What the Greek reveals that translations hide
πηλος βραχυς
Timaeus 25d
Translated as "mud" or "shoals" depending on the edition. The Greek literally means "very shallow clay-bottom": an exact description of a submerged continental shelf. Not a swamp. Not silt. Shallow water over a flat bottom.
ταφρος vs διωρυξ
Critias 115d
Two different words for "canal", encoding two levels of hydraulic infrastructure: a major excavation (ταφρος, the 50-stade canal to the sea) and secondary distribution channels (διωρυχες). D8 flow-accumulation analysis of Sundaland at LGM reveals exactly this hierarchy.
φυσει και υπο βασιλεων
Critias 118c
"By nature and by kings." The concentric rings were partly natural, partly engineered. On an ophiolite hill, basalt plateaus and serpentinite slopes produce natural terraces. The kings completed what geology began. This resolves a puzzle that stumps every flat-terrain candidate.

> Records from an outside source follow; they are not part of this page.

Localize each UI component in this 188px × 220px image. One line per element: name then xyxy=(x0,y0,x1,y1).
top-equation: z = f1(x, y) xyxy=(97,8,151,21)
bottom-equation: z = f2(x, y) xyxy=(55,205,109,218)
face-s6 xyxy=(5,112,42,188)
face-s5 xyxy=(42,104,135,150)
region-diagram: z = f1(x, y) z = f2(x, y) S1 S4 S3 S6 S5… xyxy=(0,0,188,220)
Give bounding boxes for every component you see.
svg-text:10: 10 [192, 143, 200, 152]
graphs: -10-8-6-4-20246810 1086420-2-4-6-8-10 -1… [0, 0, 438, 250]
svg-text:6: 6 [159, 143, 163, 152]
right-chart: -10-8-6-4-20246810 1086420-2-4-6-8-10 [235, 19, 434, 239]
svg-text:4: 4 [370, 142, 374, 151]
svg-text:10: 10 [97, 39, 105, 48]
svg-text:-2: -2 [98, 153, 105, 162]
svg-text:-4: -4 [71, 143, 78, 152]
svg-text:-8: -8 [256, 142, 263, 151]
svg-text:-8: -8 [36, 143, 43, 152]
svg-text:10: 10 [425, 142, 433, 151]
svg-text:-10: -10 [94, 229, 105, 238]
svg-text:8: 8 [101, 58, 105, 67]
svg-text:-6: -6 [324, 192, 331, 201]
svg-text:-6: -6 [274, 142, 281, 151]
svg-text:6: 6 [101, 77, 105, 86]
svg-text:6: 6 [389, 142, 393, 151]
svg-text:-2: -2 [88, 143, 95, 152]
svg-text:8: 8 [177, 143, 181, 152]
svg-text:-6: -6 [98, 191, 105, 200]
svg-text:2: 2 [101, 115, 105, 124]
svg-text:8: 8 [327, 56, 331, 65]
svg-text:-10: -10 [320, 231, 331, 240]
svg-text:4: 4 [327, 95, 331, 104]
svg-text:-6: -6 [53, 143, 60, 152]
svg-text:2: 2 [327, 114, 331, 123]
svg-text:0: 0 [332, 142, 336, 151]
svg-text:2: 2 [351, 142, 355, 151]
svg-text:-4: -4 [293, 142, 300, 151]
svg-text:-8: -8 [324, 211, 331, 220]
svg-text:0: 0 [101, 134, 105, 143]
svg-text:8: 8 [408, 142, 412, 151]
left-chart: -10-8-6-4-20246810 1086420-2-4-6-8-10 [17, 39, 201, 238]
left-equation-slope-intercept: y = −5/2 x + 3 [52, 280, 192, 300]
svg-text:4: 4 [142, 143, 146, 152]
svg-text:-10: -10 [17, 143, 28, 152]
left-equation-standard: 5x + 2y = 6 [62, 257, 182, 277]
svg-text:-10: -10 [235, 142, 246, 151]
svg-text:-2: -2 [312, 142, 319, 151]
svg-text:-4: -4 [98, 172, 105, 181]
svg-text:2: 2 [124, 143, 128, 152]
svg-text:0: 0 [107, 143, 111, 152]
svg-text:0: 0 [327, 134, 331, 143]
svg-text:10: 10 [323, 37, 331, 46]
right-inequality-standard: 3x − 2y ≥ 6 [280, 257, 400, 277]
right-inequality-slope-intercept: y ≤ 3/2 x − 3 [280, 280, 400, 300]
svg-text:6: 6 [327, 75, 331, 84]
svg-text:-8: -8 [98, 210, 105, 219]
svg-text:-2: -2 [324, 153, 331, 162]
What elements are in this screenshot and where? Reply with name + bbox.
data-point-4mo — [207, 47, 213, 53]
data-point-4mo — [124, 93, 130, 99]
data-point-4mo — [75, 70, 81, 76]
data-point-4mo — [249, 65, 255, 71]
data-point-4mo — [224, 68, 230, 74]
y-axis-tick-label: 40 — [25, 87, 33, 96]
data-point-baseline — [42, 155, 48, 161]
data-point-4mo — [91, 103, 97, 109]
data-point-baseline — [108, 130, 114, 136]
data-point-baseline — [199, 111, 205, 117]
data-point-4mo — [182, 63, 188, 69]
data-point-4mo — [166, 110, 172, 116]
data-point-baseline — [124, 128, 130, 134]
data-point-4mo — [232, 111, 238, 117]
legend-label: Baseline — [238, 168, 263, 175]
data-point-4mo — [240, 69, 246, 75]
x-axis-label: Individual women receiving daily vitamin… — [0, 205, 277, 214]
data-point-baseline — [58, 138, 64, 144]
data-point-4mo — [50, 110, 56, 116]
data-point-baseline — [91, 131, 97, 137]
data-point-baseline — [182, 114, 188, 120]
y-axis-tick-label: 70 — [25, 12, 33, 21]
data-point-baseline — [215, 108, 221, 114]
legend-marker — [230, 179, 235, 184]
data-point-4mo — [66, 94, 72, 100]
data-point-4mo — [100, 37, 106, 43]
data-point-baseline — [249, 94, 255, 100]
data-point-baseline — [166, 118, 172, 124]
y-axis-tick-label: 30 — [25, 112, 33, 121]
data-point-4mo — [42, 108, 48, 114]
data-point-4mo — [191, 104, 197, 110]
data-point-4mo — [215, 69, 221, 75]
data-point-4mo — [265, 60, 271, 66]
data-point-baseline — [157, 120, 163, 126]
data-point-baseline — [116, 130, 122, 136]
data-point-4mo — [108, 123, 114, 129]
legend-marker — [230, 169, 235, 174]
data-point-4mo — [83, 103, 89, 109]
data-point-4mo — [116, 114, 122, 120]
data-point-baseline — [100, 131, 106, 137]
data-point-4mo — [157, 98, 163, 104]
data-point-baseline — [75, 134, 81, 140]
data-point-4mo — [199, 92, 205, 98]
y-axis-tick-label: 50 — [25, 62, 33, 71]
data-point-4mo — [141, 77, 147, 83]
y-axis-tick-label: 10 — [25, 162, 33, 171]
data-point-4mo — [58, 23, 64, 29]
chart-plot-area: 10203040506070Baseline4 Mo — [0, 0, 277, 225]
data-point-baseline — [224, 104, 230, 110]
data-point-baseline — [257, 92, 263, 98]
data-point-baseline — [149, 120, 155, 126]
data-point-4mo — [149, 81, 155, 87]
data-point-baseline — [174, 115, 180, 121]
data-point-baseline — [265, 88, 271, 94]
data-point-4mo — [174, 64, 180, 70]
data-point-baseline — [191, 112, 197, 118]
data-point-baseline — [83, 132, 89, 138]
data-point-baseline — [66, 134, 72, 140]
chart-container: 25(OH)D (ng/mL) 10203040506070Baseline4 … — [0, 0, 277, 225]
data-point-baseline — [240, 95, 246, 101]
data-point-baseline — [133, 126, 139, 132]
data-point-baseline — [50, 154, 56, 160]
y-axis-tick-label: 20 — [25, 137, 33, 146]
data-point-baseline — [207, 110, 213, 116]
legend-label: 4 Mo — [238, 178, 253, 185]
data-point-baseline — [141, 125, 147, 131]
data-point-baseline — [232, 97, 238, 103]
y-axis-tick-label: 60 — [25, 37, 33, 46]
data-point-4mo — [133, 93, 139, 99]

A geology lesson in three colours
Plato says the Atlanteans quarried three colours of stone from the hill itself: white, black, and red (Critias 116a–b). This is a geological signature: the ophiolite sequence. In Sabah, a single formation (the Darvel Bay ophiolite) produces exactly this triad:
| Plato's colour | Rock type | Present at Sabah |
|---|---|---|
| λευκος (white) | Limestone | Massive karst formations (Gomantong, Madai) |
| μελας (black) | Serpentinite / basalt | 3,500 km² of ultramafic outcrops |
| ερυθρος (red) | Radiolarian chert / laterite | Documented in the Darvel Bay ophiolite |
GEBCO Hill sits on the offshore extension of this ophiolitic belt. Most competing candidates (Mediterranean, Atlantic) cannot produce this three-colour signature from a single geological formation.
Endemic fauna
The Critias mentions elephants (115e) and sacred bulls hunted "without iron" (119d). Borneo has both: the pygmy elephant (descended from Stegodon) and the banteng (Bos javanicus lowi), a wild bovid endemic to Sabah. No other candidate site hosts native populations of both large mammals.
The dimensions
Every physical dimension Plato gives was tested against GEBCO and GMRT bathymetry, using the standard Attic stade (185 m) with no optimisation:
| Parameter | Plato | Measured | Error |
|---|---|---|---|
| Central island diameter | 2.5 stades | 461 m (2.49 st) | −0.3% |
| Ring widths (5 rings) | 1:2:2:3:3 | GMRT radial profile | RMSE 6.2 m |
| Total ring radius | 13.5 stades | 2,499 m (13.51 st) | +0.0% |
| Great Plain, long axis | 3,000 stades | 570 km (3,081 st) | +2.7% |
| Great Plain, short axis | 2,000 stades | 390 km (2,108 st) | +5.4% |
| Canal to sea | ~50 stades | ~47 stades (GMRT) | −6% |
Six quantitative parameters from a 2,400-year-old text reproduced at ±3.3% accuracy in the submarine topography. This is, to our knowledge, the most precise textual-geographic correspondence ever documented for any candidate site.
Our Commitments
Publish everything
CC-BY 4.0, raw data, no selective reporting.
UNESCO compliance
Convention on Underwater Cultural Heritage (2001).
Accept refutation
If negative, publish and update probabilities.
What would prove us wrong
- High-resolution sonar shows only natural formations
- Sediment core with no anthropic markers
- Geometric patterns absent at sub-metre resolution
Get Involved
Researchers
Marine archaeologists, geologists, bathymetric specialists.
Dive Professionals
Dive masters, ROV operators, sonar technicians.
Media
Documentary producers, science journalists.
"The investigation began with a question. It produced coordinates, methodology, and a site at diving depth. The only step left is to go and look."
The evidence demands investigation.
The data is published. The site is at diving depth.